New-grad NPs and PAs starting their first clinical role · Updated June 4, 2026 · 8 min read

Why does the jump from school to practice feel so big?

Almost every new-grad NP and PA describes the same thing: a large gap between what school covered and what the job demands. That gap is structural, not a sign you chose the wrong career. Programs are built to get you licensed; clinical fluency is built on the job in the first 6–18 months.

The fix isn't more knowledge before you start — it's picking an environment that expects to ramp you and gives you the scaffolding to do it.

What should you ask before accepting a first job?

The single biggest predictor of a good first year is the onboarding, not the salary. Two roles can pay the same and feel completely different depending on how much support you get in the first 90 days. Ask these before you sign:

  • Onboarding: how long is the ramp, and what does it look like week by week?
  • Supervision: who is your collaborating physician/SP, and how do you reach them in real time?
  • Volume: how many patients per day in month 1, month 3, and month 6?
  • Coverage: am I ever the only provider on site early on?
  • Mentorship: is there a designated person for clinical questions, or am I on my own?

How do you survive the first 90 days?

Your job in the first quarter is to get safe and efficient, not to be impressive. Build systems early and they compound.

  • Build note/order templates for your 10 most common visit types in week one.
  • Curate a tight reference stack (UpToDate, specialty guidelines, a dosing reference) and use it openly.
  • Track the questions you ask twice — those become your personal study list.
  • Ask early and specifically; 'can you sanity-check this plan?' is a strength, not a weakness.
  • Protect a little documentation time so charts don't follow you home.

What if your first job is in a high-acuity specialty?

New grads land in critical care, transplant surgery, EM, and hospital medicine all the time, and 'I'm scared' is a reasonable first reaction. The key questions are about backup and ramp, not whether you 'deserve' to be there.

If a high-acuity role has a long, supervised onboarding and an experienced team around you, it can be a fantastic place to learn. If it's a sink-or-swim solo coverage role on week two, that's a red flag regardless of the specialty.

Frequently asked questions

Is it normal to feel underprepared as a new-grad NP or PA?
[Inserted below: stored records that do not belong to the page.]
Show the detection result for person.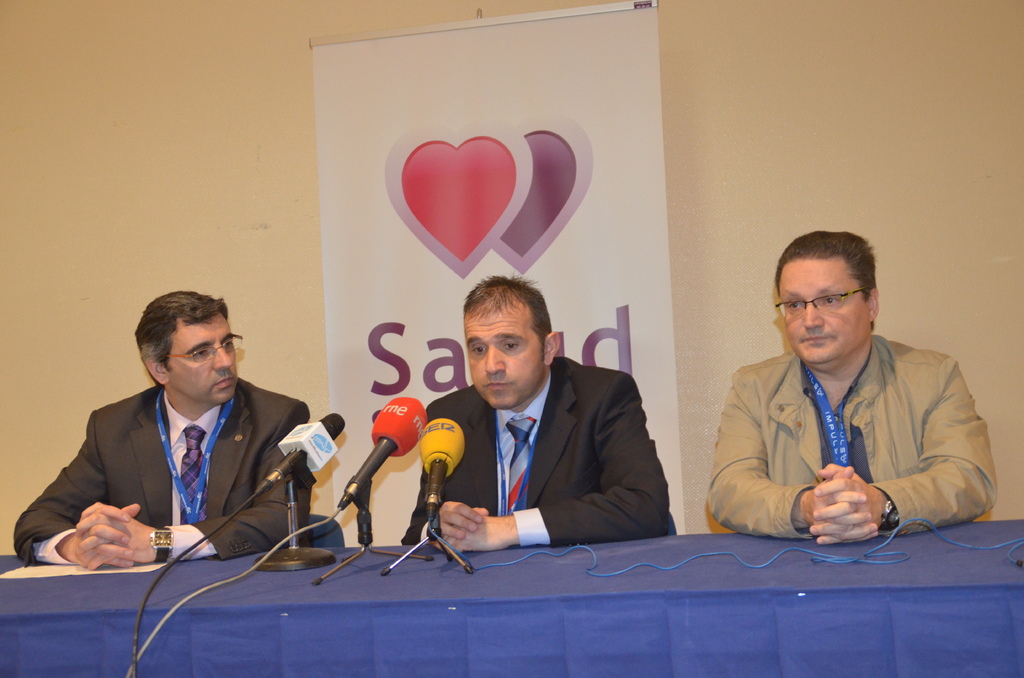
pyautogui.locateOnScreen(401, 276, 667, 552).
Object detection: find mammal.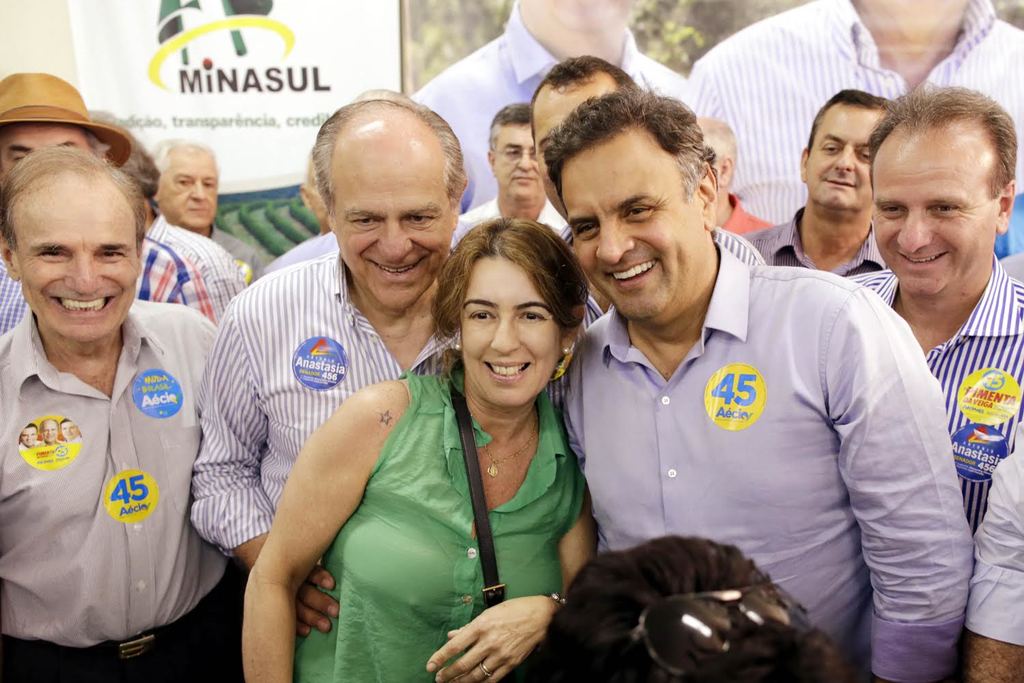
pyautogui.locateOnScreen(0, 141, 228, 675).
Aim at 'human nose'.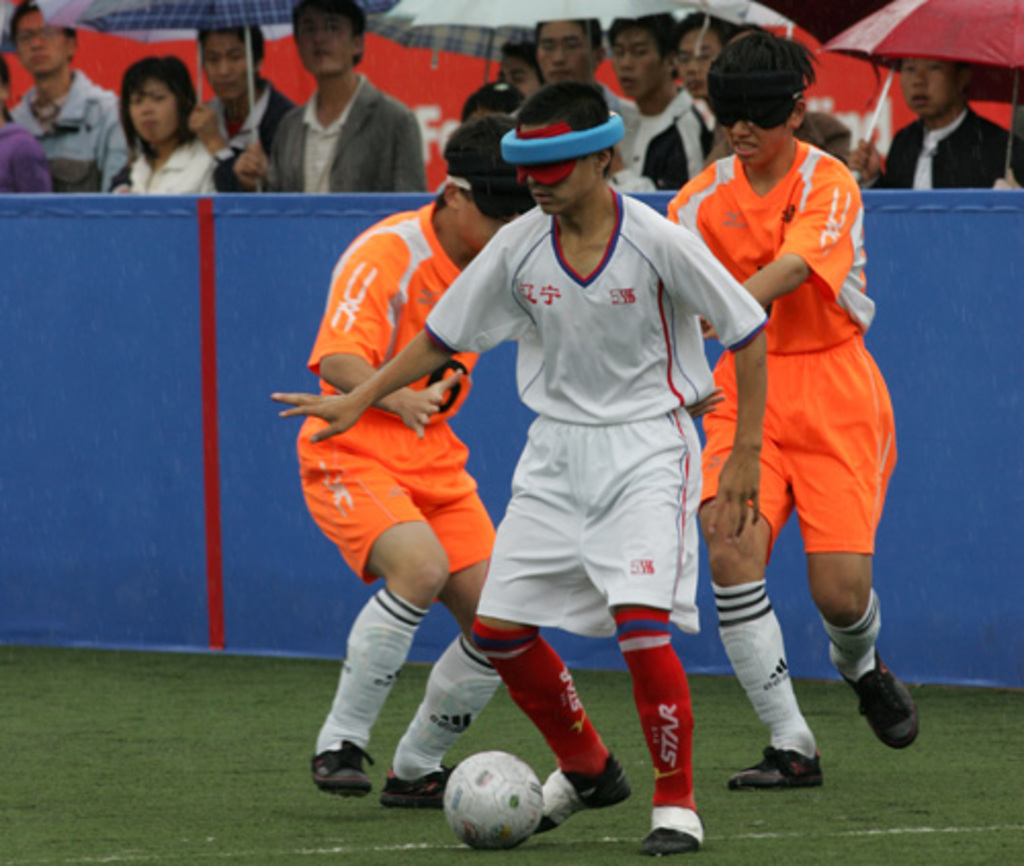
Aimed at bbox=[311, 20, 330, 43].
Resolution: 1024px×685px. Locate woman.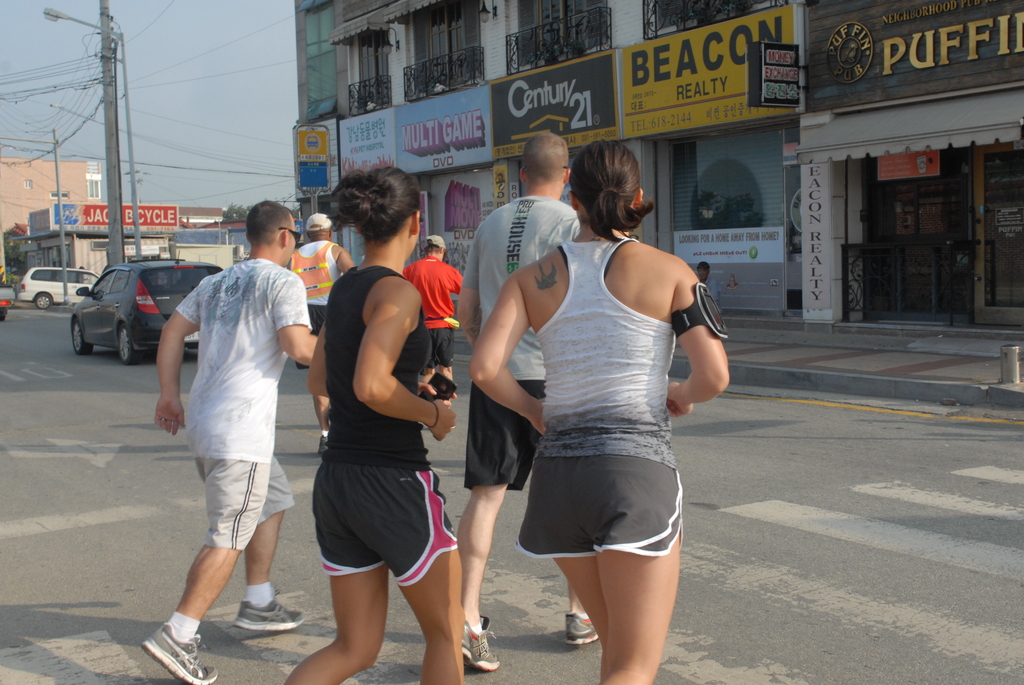
select_region(282, 168, 465, 684).
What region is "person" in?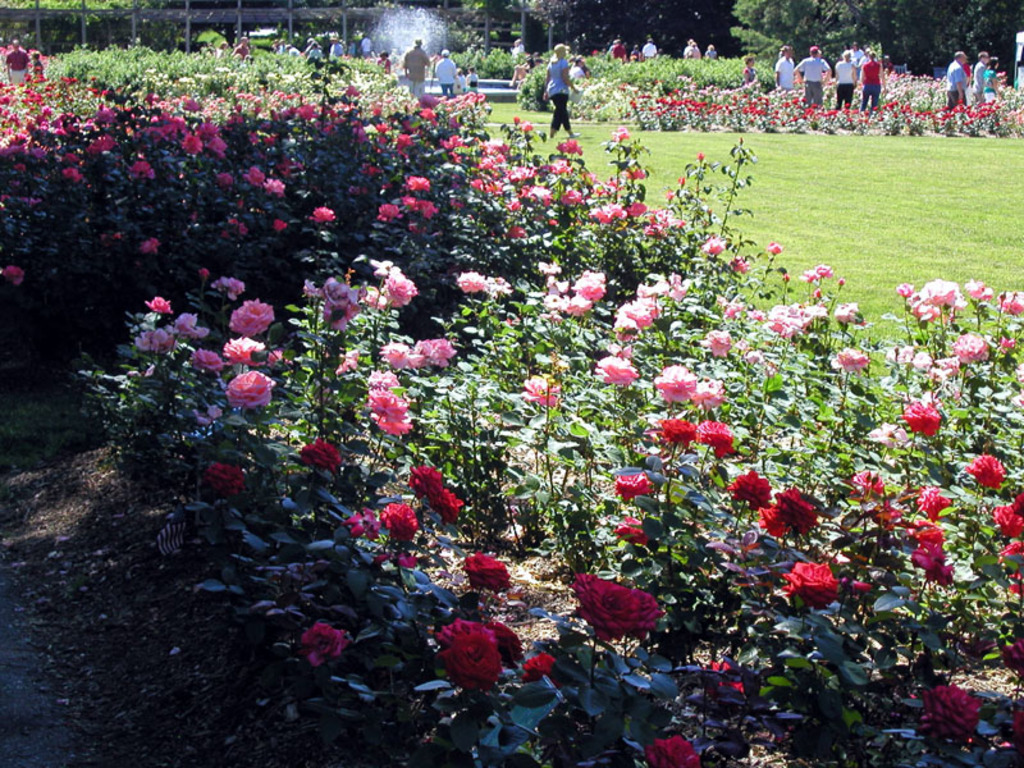
(745, 55, 762, 84).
Yes — it's nearly universal. School prepares you for boards; clinical confidence is built on the job over the first 6–18 months. Choose a role with structured onboarding and accessible supervision.

How many patients should a new-grad NP or PA see per day?

Expect a ramp: often a handful per day in month one, building toward a full schedule by month three to six. A practice that puts you at full volume immediately is a warning sign.

What should I negotiate in my first NP/PA contract?

Onboarding length, supervision and backup, patient-volume ramp, CME budget and days, and clear language on call and coverage. These shape your first year more than a small salary difference.

How long is typical onboarding for a new-grad provider?

It varies by specialty, but a structured ramp of several weeks to a few months is healthy. Ask for the week-by-week plan in writing before you accept.